This document is about PowerDNS 4.0. For other versions, please see the documentation index.

PowerDNS Security Advisory 2015-01: Label decompression bug can cause crashes or CPU spikes

A bug was discovered in our label decompression code, making it possible for names to refer to themselves, thus causing a loop during decompression. On some platforms, this bug can be abused to cause crashes. On all platforms, this bug can be abused to cause service-affecting CPU spikes.

We recommend that all users upgrade to a corrected version if at all possible. Alternatively, if you want to apply a minimal fix to your own tree, please find patches here.

As for workarounds, for the Recursor: only clients in allow-from are able to trigger the degraded service, so this should be limited to your userbase; further, we recommend running your critical services under supervision such as systemd, supervisord, daemontools, etc.

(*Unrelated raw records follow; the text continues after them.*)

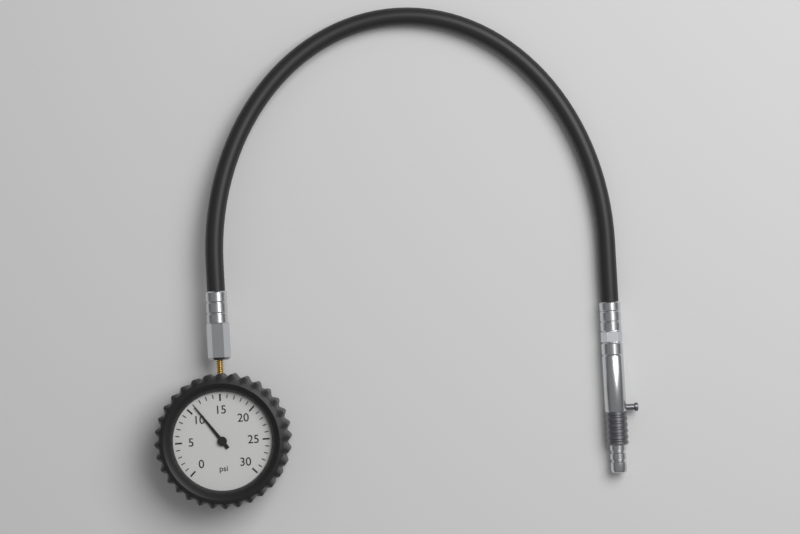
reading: 11 psi
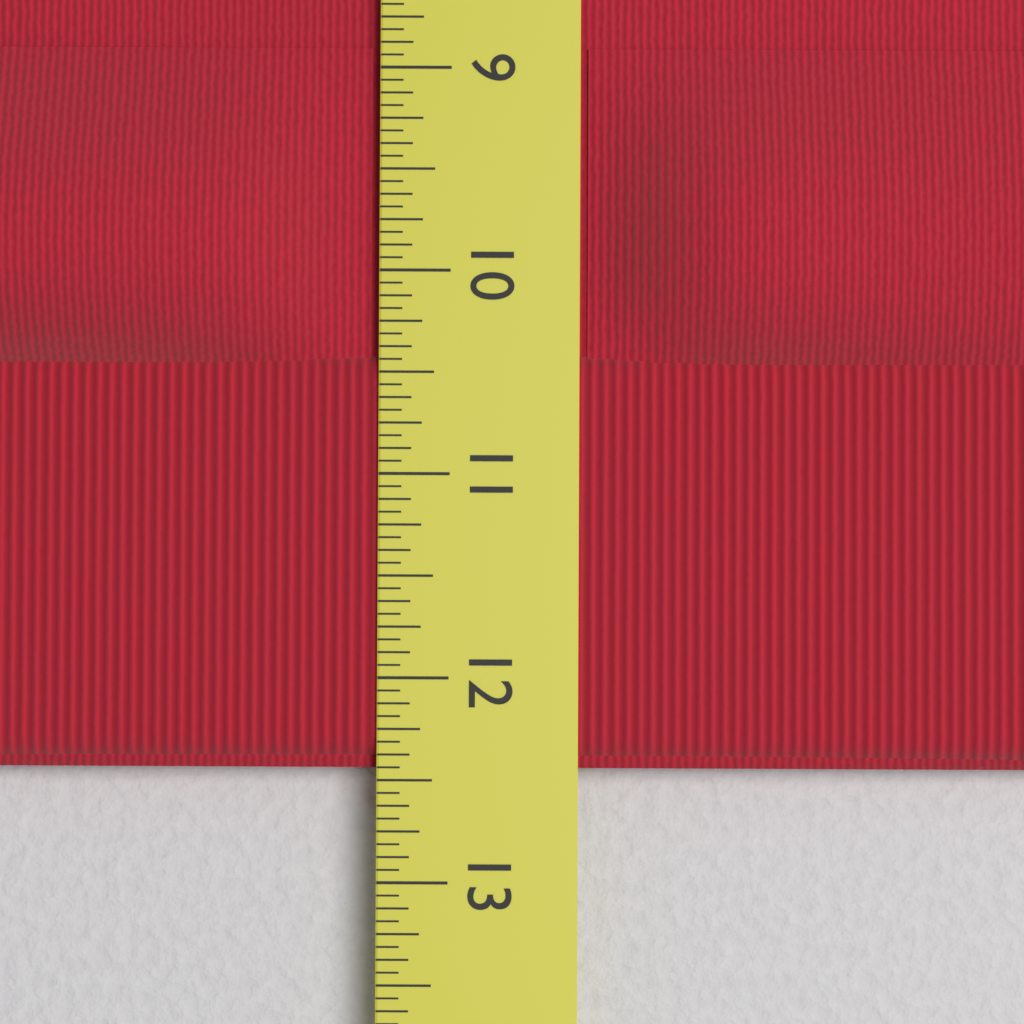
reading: 12.4375 in
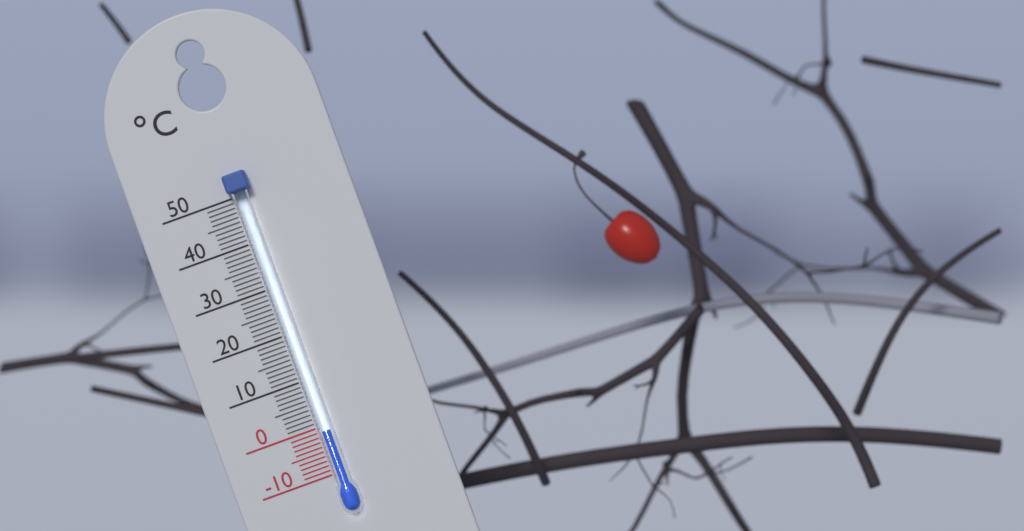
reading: -1 °C
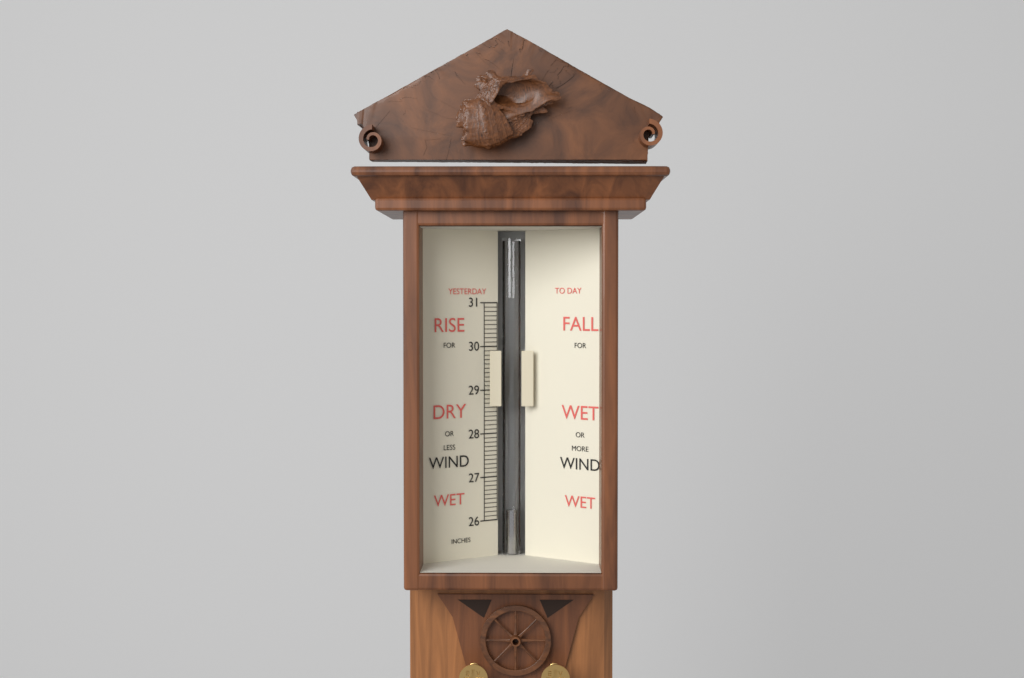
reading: 26.2 in
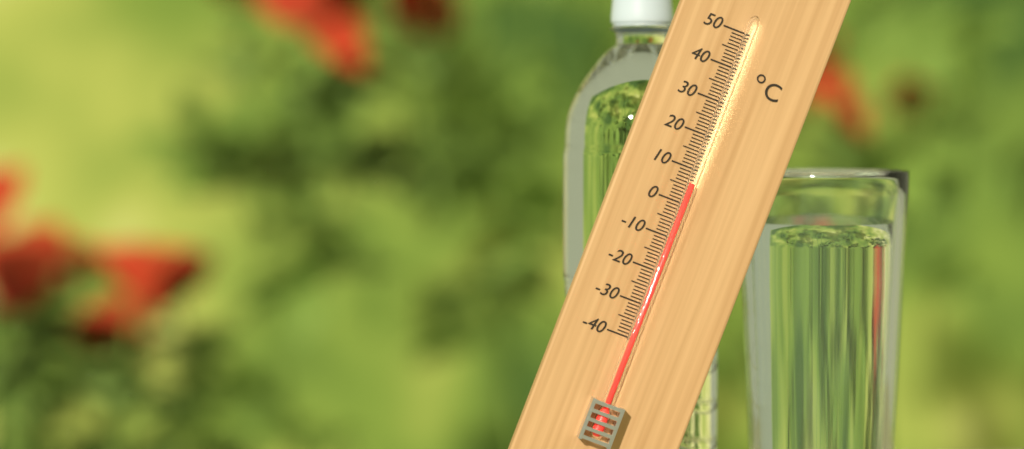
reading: 6 °C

There is no workaround for the Authoritative Server.

We want to thank Aki Tuomi for noticing this in production, and then digging until he got to the absolute bottom of what at the time appeared to be a random and spurious failure.

We want to thank Toshifumi Sakaguchi for further investigation into the issue after the initial announcement, and for demonstrating to us quite clearly the CPU spike issues.

Update 7th of July 2015: Toshifumi Sakaguchi discovered that the original fix was insufficient in some cases. Updated versions of the Authoritative Server and Recursor were released on the 9th of June. Minimal patches are available. The insufficient fix was assigned CVE-2015-5470.